Taken as a child to visit France, he had said to Napoleon III: โYou have a nice country. I would like to be your son.โ This preference for things French, in contrast to or perhaps in protest against his motherโs for the Germanic, lasted, and after her death was put to use. When England, growing edgy over the challenge implicit in Germanyโs Naval Program of 1900, decided to patch up old quarrels with France, Edwardโs talents as Roi Charmeur smoothed the way. In 1903 he went to Paris, disregarding advice that an official state visit would find a cold welcome. On his arrival the crowds were sullen and silent except for a few taunting cries of โVivent les Boers!โ and โVive Fashoda!โ which the King ignored. To a worried aide who muttered, โThe French donโt like us,โ he replied, โWhy should they?โ and continued bowing and smiling from his carriage.

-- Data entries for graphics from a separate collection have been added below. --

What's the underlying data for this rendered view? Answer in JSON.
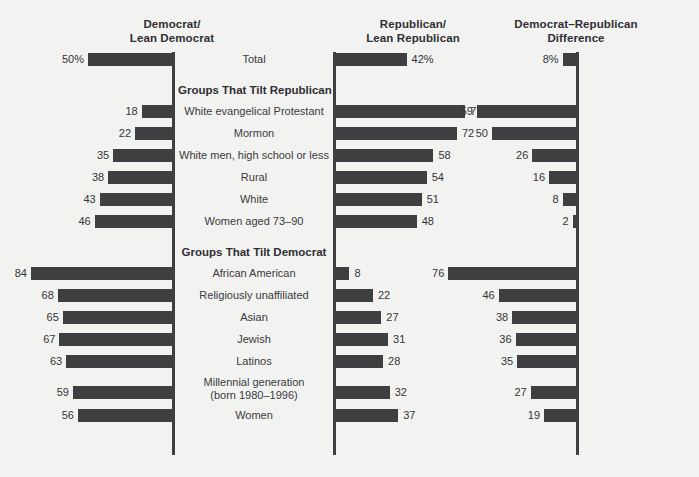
{
  "chart_data": {
    "type": "bar",
    "title": "",
    "subtitle": "",
    "xlabel": "",
    "ylabel": "",
    "grid": false,
    "legend_position": "none",
    "axis_range": [
      0,
      100
    ],
    "px_per_unit": 1.68,
    "columns": [
      {
        "key": "dem",
        "header_lines": [
          "Democrat/",
          "Lean Democrat"
        ],
        "direction": "left",
        "spine_x": 172
      },
      {
        "key": "rep",
        "header_lines": [
          "Republican/",
          "Lean Republican"
        ],
        "direction": "right",
        "spine_x": 333
      },
      {
        "key": "diff",
        "header_lines": [
          "Democrat–Republican",
          "Difference"
        ],
        "direction": "left",
        "spine_x": 576
      }
    ],
    "sections": [
      {
        "title": "",
        "rows": [
          {
            "label_lines": [
              "Total"
            ],
            "dem": 50,
            "rep": 42,
            "diff": 8,
            "dem_text": "50%",
            "rep_text": "42%",
            "diff_text": "8%"
          }
        ]
      },
      {
        "title": "Groups That Tilt Republican",
        "rows": [
          {
            "label_lines": [
              "White evangelical Protestant"
            ],
            "dem": 18,
            "rep": 77,
            "diff": 59,
            "dem_text": "18",
            "rep_text": "77",
            "diff_text": "59"
          },
          {
            "label_lines": [
              "Mormon"
            ],
            "dem": 22,
            "rep": 72,
            "diff": 50,
            "dem_text": "22",
            "rep_text": "72",
            "diff_text": "50"
          },
          {
            "label_lines": [
              "White men, high school or less"
            ],
            "dem": 35,
            "rep": 58,
            "diff": 26,
            "dem_text": "35",
            "rep_text": "58",
            "diff_text": "26"
          },
          {
            "label_lines": [
              "Rural"
            ],
            "dem": 38,
            "rep": 54,
            "diff": 16,
            "dem_text": "38",
            "rep_text": "54",
            "diff_text": "16"
          },
          {
            "label_lines": [
              "White"
            ],
            "dem": 43,
            "rep": 51,
            "diff": 8,
            "dem_text": "43",
            "rep_text": "51",
            "diff_text": "8"
          },
          {
            "label_lines": [
              "Women aged 73–90"
            ],
            "dem": 46,
            "rep": 48,
            "diff": 2,
            "dem_text": "46",
            "rep_text": "48",
            "diff_text": "2"
          }
        ]
      },
      {
        "title": "Groups That Tilt Democrat",
        "rows": [
          {
            "label_lines": [
              "African American"
            ],
            "dem": 84,
            "rep": 8,
            "diff": 76,
            "dem_text": "84",
            "rep_text": "8",
            "diff_text": "76"
          },
          {
            "label_lines": [
              "Religiously unaffiliated"
            ],
            "dem": 68,
            "rep": 22,
            "diff": 46,
            "dem_text": "68",
            "rep_text": "22",
            "diff_text": "46"
          },
          {
            "label_lines": [
              "Asian"
            ],
            "dem": 65,
            "rep": 27,
            "diff": 38,
            "dem_text": "65",
            "rep_text": "27",
            "diff_text": "38"
          },
          {
            "label_lines": [
              "Jewish"
            ],
            "dem": 67,
            "rep": 31,
            "diff": 36,
            "dem_text": "67",
            "rep_text": "31",
            "diff_text": "36"
          },
          {
            "label_lines": [
              "Latinos"
            ],
            "dem": 63,
            "rep": 28,
            "diff": 35,
            "dem_text": "63",
            "rep_text": "28",
            "diff_text": "35"
          },
          {
            "label_lines": [
              "Millennial generation",
              "(born 1980–1996)"
            ],
            "dem": 59,
            "rep": 32,
            "diff": 27,
            "dem_text": "59",
            "rep_text": "32",
            "diff_text": "27"
          },
          {
            "label_lines": [
              "Women"
            ],
            "dem": 56,
            "rep": 37,
            "diff": 19,
            "dem_text": "56",
            "rep_text": "37",
            "diff_text": "19"
          }
        ]
      }
    ],
    "colors": {
      "bar": "#3f3f42",
      "background": "#f2f2f0",
      "text": "#34343a",
      "axis": "#3f3f42"
    }
  }
}
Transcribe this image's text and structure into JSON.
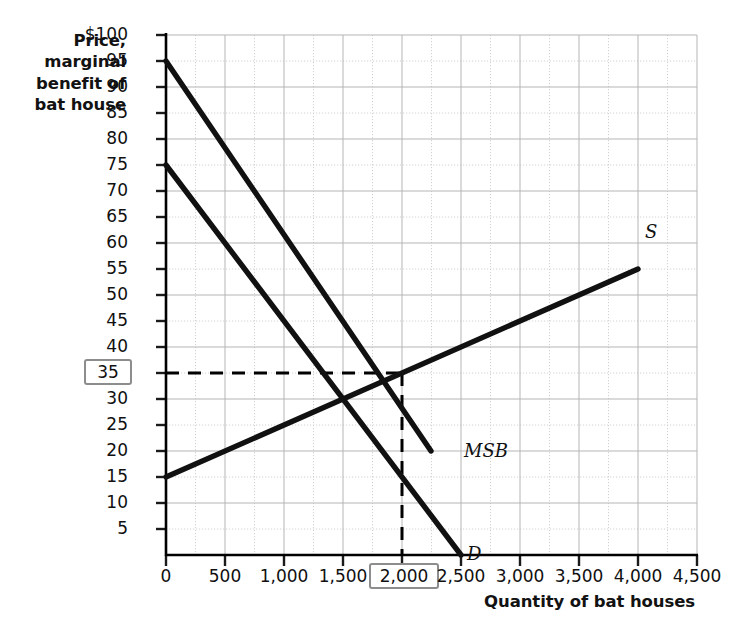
{
  "chart_data": {
    "type": "line",
    "title": "",
    "xlabel": "Quantity of bat houses",
    "ylabel": "Price, marginal benefit of bat house",
    "xlim": [
      0,
      4500
    ],
    "ylim": [
      0,
      100
    ],
    "grid": "major solid every 500 (x) / 10 (y), minor dotted every 250 (x) / 5 (y)",
    "legend": "inline curve labels at line ends",
    "xticks": [
      "0",
      "500",
      "1,000",
      "1,500",
      "2,000",
      "2,500",
      "3,000",
      "3,500",
      "4,000",
      "4,500"
    ],
    "xtick_values": [
      0,
      500,
      1000,
      1500,
      2000,
      2500,
      3000,
      3500,
      4000,
      4500
    ],
    "yticks": [
      "$100",
      "95",
      "90",
      "85",
      "80",
      "75",
      "70",
      "65",
      "60",
      "55",
      "50",
      "45",
      "40",
      "35",
      "30",
      "25",
      "20",
      "15",
      "10",
      "5"
    ],
    "ytick_values": [
      100,
      95,
      90,
      85,
      80,
      75,
      70,
      65,
      60,
      55,
      50,
      45,
      40,
      35,
      30,
      25,
      20,
      15,
      10,
      5
    ],
    "highlighted_xtick": "2,000",
    "highlighted_ytick": "35",
    "series": [
      {
        "name": "MSB",
        "label": "MSB",
        "description": "Marginal social benefit curve",
        "points": [
          [
            0,
            95
          ],
          [
            2250,
            20
          ]
        ]
      },
      {
        "name": "D",
        "label": "D",
        "description": "Demand curve",
        "points": [
          [
            0,
            75
          ],
          [
            2500,
            0
          ]
        ]
      },
      {
        "name": "S",
        "label": "S",
        "description": "Supply curve",
        "points": [
          [
            0,
            15
          ],
          [
            4000,
            55
          ]
        ]
      }
    ],
    "annotations": [
      {
        "name": "socially-optimal-equilibrium",
        "x": 2000,
        "y": 35,
        "style": "dashed guide lines to both axes"
      }
    ],
    "market_equilibrium": {
      "x": 1500,
      "y": 30
    },
    "colors": {
      "curve": "#000000",
      "grid_major": "#b9b9b9",
      "grid_minor": "#cfcfcf",
      "axis": "#000000",
      "highlight_box": "#8d8d8d",
      "text": "#101010"
    }
  }
}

For four days he made appearances, reviewed troops at Vincennes, attended the races at Longchamps, a gala at the Opรฉra, a state banquet at the Elysรฉe, a luncheon at the Quai dโOrsay and, at the theater, transformed a chill into smiles by mingling with the audience in the entrโacte and paying gallant compliments… –This text refers to an out of print or unavailable edition of this title.